🤖 AI Summary
This work corrects an error in Theorem 2 of arXiv:1602.04799 concerning the sampling probability of D-dimensional perfect separating hyperplanes under Gaussian data distributions, rigorously establishing the true scaling as Ω(γᴰ) and refuting the previously claimed γᴰ dependence.
Method: Building on this correction, we first integrate Grover’s quantum search and quantum random walks into two classical linear programming paradigms—ellipsoid methods and cutting-plane random walks—to design a novel quantum perceptron training framework.

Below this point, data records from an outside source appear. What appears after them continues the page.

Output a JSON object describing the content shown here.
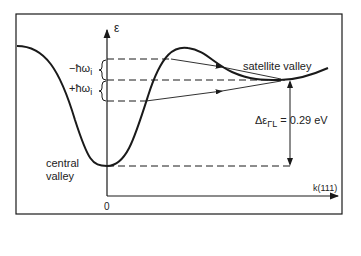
{
  "diagram": {
    "axes": {
      "y_label": "ε",
      "x_label": "k(111)",
      "origin_label": "0"
    },
    "labels": {
      "central_valley_line1": "central",
      "central_valley_line2": "valley",
      "satellite_valley": "satellite valley",
      "minus_phonon": "−ħω",
      "minus_phonon_sub": "i",
      "plus_phonon": "+ħω",
      "plus_phonon_sub": "i",
      "energy_gap": "Δε",
      "energy_gap_sub": "ΓL",
      "energy_gap_value": "= 0.29 eV"
    },
    "colors": {
      "line": "#1a1a1a",
      "background": "#ffffff"
    }
  }
}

Contribution/Results: The framework achieves dual quantum speedups: O(√N) in data size N and O(D¹·⁵) in dimension D, outperforming classical baselines of O(N) and O(D²). It solidifies the theoretical foundations of quantum perceptron learning and establishes the optimal lower bound on quantum sampling probability for high-dimensional classification.
📝 Abstract
With the growing interest in quantum machine learning, the perceptron -- a fundamental building block in traditional machine learning -- has emerged as a valuable model for exploring quantum advantages. Two quantum perceptron algorithms based on Grover's search, were developed in arXiv:1602.04799 to accelerate training and improve statistical efficiency in perceptron learning. This paper points out and corrects a mistake in the proof of Theorem 2 in arXiv:1602.04799. Specifically, we show that the probability of sampling from a normal distribution for a $D$-dimensional hyperplane that perfectly classifies the data scales as $Omega(gamma^{D})$ instead of $Theta({gamma})$, where $gamma$ is the margin. We then revisit two well-established linear programming algorithms -- the ellipsoid method and the cutting plane random walk algorithm -- in the context of perceptron learning, and show how quantum search algorithms can be leveraged to enhance the overall complexity. Specifically, both algorithms gain a sub-linear speed-up $O(sqrt{N})$ in the number of data points $N$ as a result of Grover's algorithm and an additional $O(D^{1.5})$ speed-up is possible for cutting plane random walk algorithm employing quantum walk search.